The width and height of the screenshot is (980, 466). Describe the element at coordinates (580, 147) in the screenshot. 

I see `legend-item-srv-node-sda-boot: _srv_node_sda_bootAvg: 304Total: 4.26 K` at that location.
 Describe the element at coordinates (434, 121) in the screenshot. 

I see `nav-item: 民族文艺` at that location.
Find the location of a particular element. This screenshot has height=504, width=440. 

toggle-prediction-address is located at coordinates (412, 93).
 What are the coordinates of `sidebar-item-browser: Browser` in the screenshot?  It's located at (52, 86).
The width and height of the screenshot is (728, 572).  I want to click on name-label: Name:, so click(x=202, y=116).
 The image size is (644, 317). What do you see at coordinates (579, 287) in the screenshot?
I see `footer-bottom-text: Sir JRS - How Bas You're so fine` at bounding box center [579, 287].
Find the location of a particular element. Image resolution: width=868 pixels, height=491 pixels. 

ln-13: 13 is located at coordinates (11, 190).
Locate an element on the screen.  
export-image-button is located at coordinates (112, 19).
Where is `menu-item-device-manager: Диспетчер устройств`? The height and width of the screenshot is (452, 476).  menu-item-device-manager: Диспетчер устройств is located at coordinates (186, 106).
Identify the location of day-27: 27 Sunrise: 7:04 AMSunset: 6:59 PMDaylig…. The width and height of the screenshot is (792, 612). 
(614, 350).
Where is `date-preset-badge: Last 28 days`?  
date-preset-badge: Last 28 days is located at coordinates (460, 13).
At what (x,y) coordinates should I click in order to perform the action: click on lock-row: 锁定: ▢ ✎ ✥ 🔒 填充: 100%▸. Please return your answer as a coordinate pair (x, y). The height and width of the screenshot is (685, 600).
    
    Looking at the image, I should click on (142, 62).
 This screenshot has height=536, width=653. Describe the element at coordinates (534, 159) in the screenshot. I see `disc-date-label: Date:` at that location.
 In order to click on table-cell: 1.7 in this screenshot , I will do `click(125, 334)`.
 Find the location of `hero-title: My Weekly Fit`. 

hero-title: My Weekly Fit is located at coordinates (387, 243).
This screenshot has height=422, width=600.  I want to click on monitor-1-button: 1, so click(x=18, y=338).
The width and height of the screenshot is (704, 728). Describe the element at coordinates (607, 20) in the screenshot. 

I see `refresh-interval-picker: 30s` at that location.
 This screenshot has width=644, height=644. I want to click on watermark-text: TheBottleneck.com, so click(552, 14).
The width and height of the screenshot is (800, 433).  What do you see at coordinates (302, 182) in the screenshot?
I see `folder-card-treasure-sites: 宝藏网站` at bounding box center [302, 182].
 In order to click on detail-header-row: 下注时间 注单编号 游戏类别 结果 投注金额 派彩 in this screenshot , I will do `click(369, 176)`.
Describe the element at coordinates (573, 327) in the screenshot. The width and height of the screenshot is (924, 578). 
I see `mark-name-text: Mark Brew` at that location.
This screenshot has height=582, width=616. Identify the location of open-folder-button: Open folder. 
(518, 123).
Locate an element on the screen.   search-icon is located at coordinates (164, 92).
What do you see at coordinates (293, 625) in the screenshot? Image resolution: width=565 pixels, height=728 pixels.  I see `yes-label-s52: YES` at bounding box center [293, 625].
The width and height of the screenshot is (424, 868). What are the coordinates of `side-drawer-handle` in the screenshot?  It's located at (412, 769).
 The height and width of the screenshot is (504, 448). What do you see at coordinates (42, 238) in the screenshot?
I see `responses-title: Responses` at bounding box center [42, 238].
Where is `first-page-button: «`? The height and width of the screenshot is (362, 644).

#### [Problem description]
Transcribe the entries exactly, and make each line match the original.

#### [Task result]
The width and height of the screenshot is (980, 466). Describe the element at coordinates (580, 147) in the screenshot. 

I see `legend-item-srv-node-sda-boot: _srv_node_sda_bootAvg: 304Total: 4.26 K` at that location.
 Describe the element at coordinates (434, 121) in the screenshot. 

I see `nav-item: 民族文艺` at that location.
Find the location of a particular element. This screenshot has height=504, width=440. 

toggle-prediction-address is located at coordinates (412, 93).
 What are the coordinates of `sidebar-item-browser: Browser` in the screenshot?  It's located at (52, 86).
The width and height of the screenshot is (728, 572).  I want to click on name-label: Name:, so click(x=202, y=116).
 The image size is (644, 317). What do you see at coordinates (579, 287) in the screenshot?
I see `footer-bottom-text: Sir JRS - How Bas You're so fine` at bounding box center [579, 287].
Find the location of a particular element. Image resolution: width=868 pixels, height=491 pixels. 

ln-13: 13 is located at coordinates (11, 190).
Locate an element on the screen.  
export-image-button is located at coordinates (112, 19).
Where is `menu-item-device-manager: Диспетчер устройств`? The height and width of the screenshot is (452, 476).  menu-item-device-manager: Диспетчер устройств is located at coordinates (186, 106).
Identify the location of day-27: 27 Sunrise: 7:04 AMSunset: 6:59 PMDaylig…. The width and height of the screenshot is (792, 612). 
(614, 350).
Where is `date-preset-badge: Last 28 days`?  
date-preset-badge: Last 28 days is located at coordinates (460, 13).
At what (x,y) coordinates should I click in order to perform the action: click on lock-row: 锁定: ▢ ✎ ✥ 🔒 填充: 100%▸. Please return your answer as a coordinate pair (x, y). The height and width of the screenshot is (685, 600).
    
    Looking at the image, I should click on (142, 62).
 This screenshot has height=536, width=653. Describe the element at coordinates (534, 159) in the screenshot. I see `disc-date-label: Date:` at that location.
 In order to click on table-cell: 1.7 in this screenshot , I will do `click(125, 334)`.
 Find the location of `hero-title: My Weekly Fit`. 

hero-title: My Weekly Fit is located at coordinates (387, 243).
This screenshot has height=422, width=600.  I want to click on monitor-1-button: 1, so click(x=18, y=338).
The width and height of the screenshot is (704, 728). Describe the element at coordinates (607, 20) in the screenshot. 

I see `refresh-interval-picker: 30s` at that location.
 This screenshot has width=644, height=644. I want to click on watermark-text: TheBottleneck.com, so click(552, 14).
The width and height of the screenshot is (800, 433).  What do you see at coordinates (302, 182) in the screenshot?
I see `folder-card-treasure-sites: 宝藏网站` at bounding box center [302, 182].
 In order to click on detail-header-row: 下注时间 注单编号 游戏类别 结果 投注金额 派彩 in this screenshot , I will do `click(369, 176)`.
Describe the element at coordinates (573, 327) in the screenshot. The width and height of the screenshot is (924, 578). 
I see `mark-name-text: Mark Brew` at that location.
This screenshot has height=582, width=616. Identify the location of open-folder-button: Open folder. 
(518, 123).
Locate an element on the screen.   search-icon is located at coordinates (164, 92).
What do you see at coordinates (293, 625) in the screenshot? Image resolution: width=565 pixels, height=728 pixels.  I see `yes-label-s52: YES` at bounding box center [293, 625].
The width and height of the screenshot is (424, 868). What are the coordinates of `side-drawer-handle` in the screenshot?  It's located at (412, 769).
 The height and width of the screenshot is (504, 448). What do you see at coordinates (42, 238) in the screenshot?
I see `responses-title: Responses` at bounding box center [42, 238].
Where is `first-page-button: «`? The height and width of the screenshot is (362, 644).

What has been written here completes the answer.